Analysis
Einstein’s 1930 *New York Times* piece (titled *'To the Heroes of the War Resisters'*) emphasized moral resistance over militarism and supported a supranational authority to prevent war, aligning with the *sentiment* of the quoted statement. However, the specific phrasing—'**Peace cannot be kept by force; it can only be achieved by understanding**'—does not appear verbatim in that article or his known 1930 writings. The line closely resembles later paraphrases of his views (e.g., in 1950s anti-nuclear advocacy) and may be a condensed distillation of his philosophy. Without a direct citation from the *Times* in 1930, the attribution is *partially accurate* but lacks precise sourcing.
Background
Einstein was a vocal pacifist in the 1920–30s, though his stance evolved post-WWII to support *limited* military action against fascism. His 1930 *New York Times* contribution argued that war resistance required systemic change, not violence, and he later expanded these ideas in essays like *'Why War?'* (1932, with Freud). The quoted phrase circulates widely online but is often misattributed to specific texts without primary-source verification.
Verdict summary
While Einstein *did* advocate for a world government in 1930 and frequently spoke on peace, this exact phrasing appears to be a paraphrase of his broader ideas rather than a direct, verified quote from the *New York Times* that year.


> _Exercise aim_
Set out exactly, line by line, the stretch of data below that begins at the line containing "You are a GUI" and ends at the line containing "This screenshot has", with both ends kept.

Information provided section start

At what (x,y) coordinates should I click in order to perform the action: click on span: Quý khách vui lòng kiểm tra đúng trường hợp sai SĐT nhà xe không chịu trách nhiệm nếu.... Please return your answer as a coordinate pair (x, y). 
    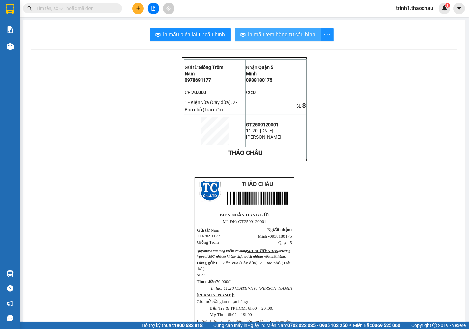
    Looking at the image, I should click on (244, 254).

Information provided section end
Information provided section start

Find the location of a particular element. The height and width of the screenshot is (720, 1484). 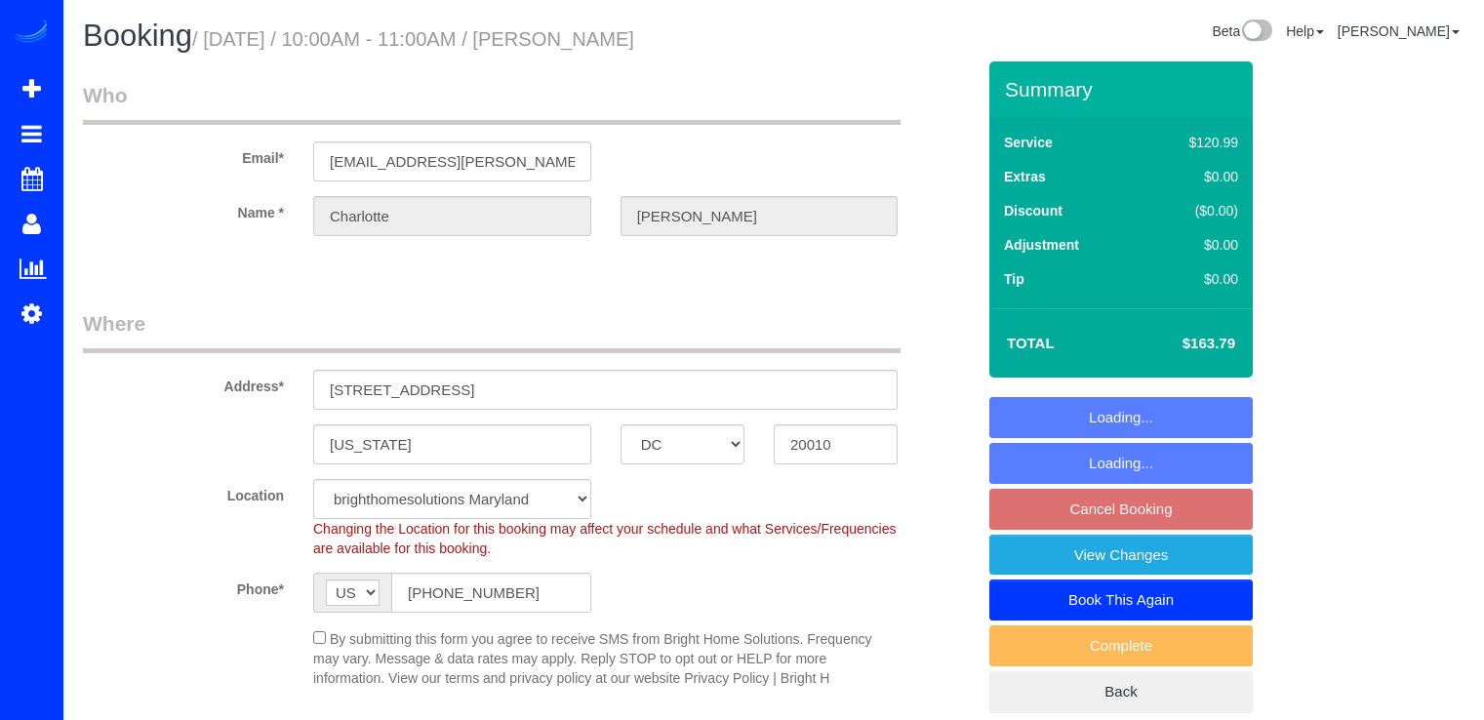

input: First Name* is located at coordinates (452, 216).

Information provided section end
Information provided section start

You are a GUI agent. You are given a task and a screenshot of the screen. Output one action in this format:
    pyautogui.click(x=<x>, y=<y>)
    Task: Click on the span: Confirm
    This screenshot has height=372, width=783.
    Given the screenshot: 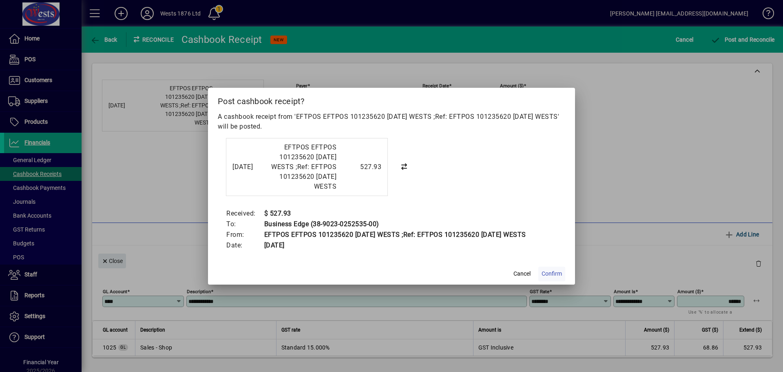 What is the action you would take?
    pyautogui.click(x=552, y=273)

Information provided section end

> _Answer space_
You are a GUI agent. You are given a task and a screenshot of the screen. Output one action in this format:
    pyautogui.click(x=<x>, y=<y>)
    Task: Click on the span: Confirm
    This screenshot has height=372, width=783.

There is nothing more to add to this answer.